Remember when Walter White was a chemistry teacher? Oh, just barely. Over Breaking Bad’s five seasons, we’ve watched Walt become a different person, and in last Sunday’s episode, “Say My Name,†the transfer became complete. He is Heisenberg now, and the doting family man who made a heartbreaking video out in the desert is no more; “Skyler, you are the love of my life†is a pretty far cry from “I am the one who knocks.†Walt’s not the first guy to let his dark side take over, to go from regular dude to terrifying murderer. Heck, before he was the caretaker for the Overlook Hotel, Jack Torrance was a schoolteacher, too.

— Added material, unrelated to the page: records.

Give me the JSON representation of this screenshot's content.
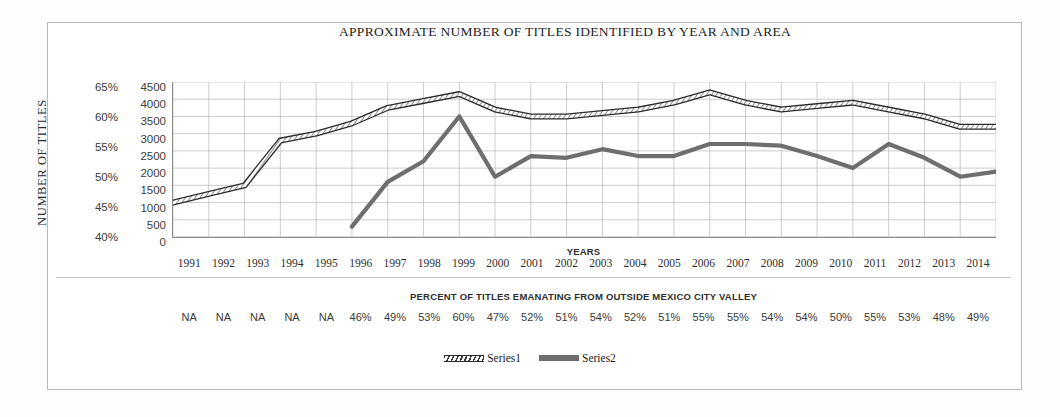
{
  "chart_data": {
    "type": "line",
    "title": "APPROXIMATE NUMBER OF TITLES IDENTIFIED BY YEAR AND AREA",
    "xlabel": "YEARS",
    "ylabel": "NUMBER OF TITLES",
    "secondary_band_title": "PERCENT OF TITLES EMANATING FROM OUTSIDE MEXICO CITY VALLEY",
    "grid": true,
    "legend_position": "bottom",
    "categories": [
      "1991",
      "1992",
      "1993",
      "1994",
      "1995",
      "1996",
      "1997",
      "1998",
      "1999",
      "2000",
      "2001",
      "2002",
      "2003",
      "2004",
      "2005",
      "2006",
      "2007",
      "2008",
      "2009",
      "2010",
      "2011",
      "2012",
      "2013",
      "2014"
    ],
    "left_axis": {
      "label": "NUMBER OF TITLES",
      "ticks": [
        "65%",
        "60%",
        "55%",
        "50%",
        "45%",
        "40%"
      ],
      "ylim": [
        40,
        65
      ],
      "step": 5,
      "unit": "%"
    },
    "right_axis": {
      "ticks": [
        "4500",
        "4000",
        "3500",
        "3000",
        "2500",
        "2000",
        "1500",
        "1000",
        "500",
        "0"
      ],
      "ylim": [
        0,
        4500
      ],
      "step": 500
    },
    "series": [
      {
        "name": "Series1",
        "style": "hatched-band",
        "color": "#2a2a2a",
        "values": [
          1000,
          1250,
          1500,
          2800,
          3000,
          3300,
          3750,
          3950,
          4150,
          3700,
          3500,
          3500,
          3600,
          3700,
          3900,
          4200,
          3900,
          3700,
          3800,
          3900,
          3700,
          3500,
          3200,
          3200
        ]
      },
      {
        "name": "Series2",
        "style": "solid-thick",
        "color": "#6e6e6e",
        "values": [
          null,
          null,
          null,
          null,
          null,
          300,
          1600,
          2200,
          3500,
          1750,
          2350,
          2300,
          2550,
          2350,
          2350,
          2700,
          2700,
          2650,
          2350,
          2000,
          2700,
          2300,
          1750,
          1900
        ]
      }
    ],
    "percent_row": {
      "values": [
        "NA",
        "NA",
        "NA",
        "NA",
        "NA",
        "46%",
        "49%",
        "53%",
        "60%",
        "47%",
        "52%",
        "51%",
        "54%",
        "52%",
        "51%",
        "55%",
        "55%",
        "54%",
        "54%",
        "50%",
        "55%",
        "53%",
        "48%",
        "49%"
      ]
    },
    "legend": [
      {
        "label": "Series1"
      },
      {
        "label": "Series2"
      }
    ]
  }
}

Breaking Bad has had a Shining-infused setup since the get-go. The major theme shared by the movie and the show, of course, is how much sympathy we have for these devils. How thrilled we are by their violence, and how much we relate to it, even at its most despicable. When Jack Nicholson’s axe chops through the bathroom wall in The Shining, it’s supposed to be scary — and it is, kind of, but not because we’re afraid he’s going to kill Wendy. It’s scary because we’re hoping he’ll kill her. Wendy is the worst! We all want to axe murder her, with her dopey gazes and constant sighing and oppressive mouth-breathing. Jack goes crazy, and there are ghosts and stuff, but we get his claustrophobia. We get how trapped he is. And we only have to spend two hours with her. It’s the same way with Skyler. Walt’s home life is a quiet suburban nightmare of blandness and collective disempowerment. Cook more meth, we want to tell him. Live more grandly. Don’t we kind of get why Walt might want to be a different person all of the sudden? Might we all be driven to the edge by Skyler’s genteel naïveté? When it’s that easy to lie to someone, don’t you just want to? Skyler’s nowhere near as irritating as Wendy, but they drive at the same idea: If this was your normal, wouldn’t you want something else? (Also, they both make a lot of breakfasts.)

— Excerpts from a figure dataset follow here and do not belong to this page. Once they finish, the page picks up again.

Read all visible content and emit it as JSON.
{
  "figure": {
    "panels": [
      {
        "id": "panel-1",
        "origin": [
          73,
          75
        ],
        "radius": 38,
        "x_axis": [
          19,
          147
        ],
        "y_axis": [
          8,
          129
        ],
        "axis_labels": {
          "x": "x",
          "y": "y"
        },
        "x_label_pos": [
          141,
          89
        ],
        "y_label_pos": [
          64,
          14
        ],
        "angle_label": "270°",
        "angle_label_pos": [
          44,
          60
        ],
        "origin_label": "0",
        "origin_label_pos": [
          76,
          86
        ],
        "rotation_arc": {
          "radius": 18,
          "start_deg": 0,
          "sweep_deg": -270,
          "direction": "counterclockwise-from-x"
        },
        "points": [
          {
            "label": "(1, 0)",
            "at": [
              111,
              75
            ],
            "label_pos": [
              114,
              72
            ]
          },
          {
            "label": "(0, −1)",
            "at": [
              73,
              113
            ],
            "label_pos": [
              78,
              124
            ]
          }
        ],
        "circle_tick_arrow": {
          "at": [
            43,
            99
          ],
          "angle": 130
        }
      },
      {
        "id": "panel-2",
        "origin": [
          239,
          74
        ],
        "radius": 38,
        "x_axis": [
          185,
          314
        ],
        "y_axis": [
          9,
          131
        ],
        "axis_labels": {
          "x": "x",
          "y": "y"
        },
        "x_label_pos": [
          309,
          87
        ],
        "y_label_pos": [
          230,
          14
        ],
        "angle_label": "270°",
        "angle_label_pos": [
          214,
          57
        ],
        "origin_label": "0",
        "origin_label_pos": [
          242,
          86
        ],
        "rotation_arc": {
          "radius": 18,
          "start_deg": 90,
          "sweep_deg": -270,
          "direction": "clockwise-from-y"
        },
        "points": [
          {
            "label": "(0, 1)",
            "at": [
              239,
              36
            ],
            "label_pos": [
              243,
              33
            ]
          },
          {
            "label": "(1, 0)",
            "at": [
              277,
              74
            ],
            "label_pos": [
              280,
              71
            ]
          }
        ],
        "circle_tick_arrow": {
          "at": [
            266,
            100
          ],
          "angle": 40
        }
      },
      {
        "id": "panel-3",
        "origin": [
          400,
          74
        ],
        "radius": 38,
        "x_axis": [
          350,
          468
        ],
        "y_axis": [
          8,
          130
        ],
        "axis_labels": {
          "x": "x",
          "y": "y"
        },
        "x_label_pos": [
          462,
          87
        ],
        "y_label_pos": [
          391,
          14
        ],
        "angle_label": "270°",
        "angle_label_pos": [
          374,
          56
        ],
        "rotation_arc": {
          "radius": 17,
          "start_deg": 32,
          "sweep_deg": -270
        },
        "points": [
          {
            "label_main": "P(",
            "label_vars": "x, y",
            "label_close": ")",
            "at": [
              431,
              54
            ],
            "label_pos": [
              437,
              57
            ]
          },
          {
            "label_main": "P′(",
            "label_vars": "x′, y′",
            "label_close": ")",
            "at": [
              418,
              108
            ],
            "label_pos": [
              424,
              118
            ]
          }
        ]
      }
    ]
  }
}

And then there are the many visual cues (and occasional cute shout-out) Breaking Bad uses to nod to The Shining. For example, Jack Torrance and Walter White both spend a lot of time looking at their reflections — but where Walt sees the tough bald guy he’s becoming, Jack sees ghosts and distortions. We see Walt’s reflection in mirrors, car doors, glasses; we see Jack’s in silver freezer walls, super-polished floors, shiny bar-tops, and the occasional bathroom mirror, where suddenly he sees that the beautiful naked woman in his embrace is actually a rotting, foul corpse. How accurately can we see ourselves outside ourselves? For both Jack and Walt, the answer is not very accurately.

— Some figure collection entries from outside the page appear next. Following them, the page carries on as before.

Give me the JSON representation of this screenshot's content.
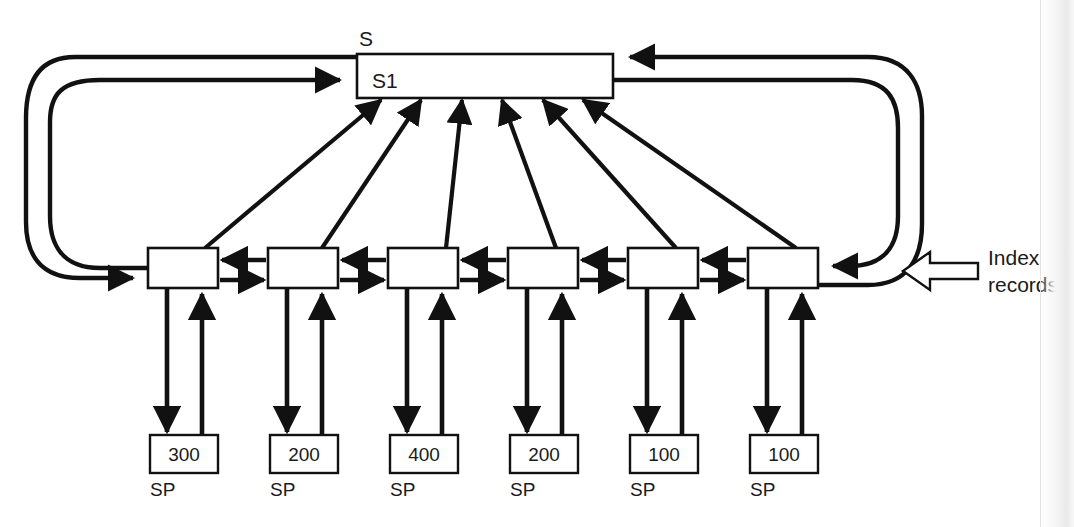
{
  "diagram": {
    "title_label": "S",
    "set_box": {
      "name_label": "S1"
    },
    "annotation": {
      "line1": "Index",
      "line2": "records",
      "arrow_icon": "hollow-left-arrow-icon"
    },
    "index_records": [
      {
        "id": "index-record-1",
        "sp_value": "300",
        "sp_label": "SP"
      },
      {
        "id": "index-record-2",
        "sp_value": "200",
        "sp_label": "SP"
      },
      {
        "id": "index-record-3",
        "sp_value": "400",
        "sp_label": "SP"
      },
      {
        "id": "index-record-4",
        "sp_value": "200",
        "sp_label": "SP"
      },
      {
        "id": "index-record-5",
        "sp_value": "100",
        "sp_label": "SP"
      },
      {
        "id": "index-record-6",
        "sp_value": "100",
        "sp_label": "SP"
      }
    ],
    "colors": {
      "stroke": "#111111",
      "background": "#ffffff",
      "text": "#1a1a1a"
    }
  }
}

But how could those reflections be accurate, when Jack and Walt live in perplexing, unstable worlds? BB uses unusual POV shots to show us just how baffling it is to be where we don’t belong, to see the things we’re not designed to or supposed to see. Stanley Kubrick is famous for his disorienting aesthetics, and The Shining is a prime example — the patterns on the rugs blur into optical illusions, all the long lines of the hotel eventually converging at the horizon, the endless Steadicam shots. While we’re in these worlds, they seem coherent and consistent. But then BB and The Shining both break in with news segments, and suddenly it’s clear that, even though the characters are watching the news and ostensibly listening to the information, they’re not really internalizing any of it. Skyler sees a news segment about Gus’s death, but she doesn’t fully grasp Walt’s role in the bombing. Wendy watches a report about a child who disappeared on a hunting trip with her father and a weather bulletin about a brewing storm. But she’s totally ignorant of the, er, brewing storm right in her living room, and her husband is putting their son in similar grave danger.
Skyler and Wendy both lobby their increasingly evil husbands to at least consider removing their children from the dangerous environs — and unsurprisingly, Walt and Jack balk at the suggestion. “I could really write my own ticket if I went back to Boulder now, couldn’t I?†Jack spits. “Shoveling driveways, work at a car wash!†A car wash. Like the one Walt and Sklyer own as a cover.
In terms of iconic imagery, it’s hard to get more iconic than the spooky axe-murdered Grady twins in The Shining, unless you think of the spooky axe-murdering Salamanca twins on Breaking Bad. And their connection isn’t a coincidence: At the beginning of season three’s “Sunset,†the Salamancas kill a police officer with an axe right to the head. Just before, we hear the officer on his radio. “KDK-12 to dispatch,†he says. KDK-12 should sound familiar, because Wendy says it about fifteen times in The Shining — it’s the call letters for the Overlook Hotel.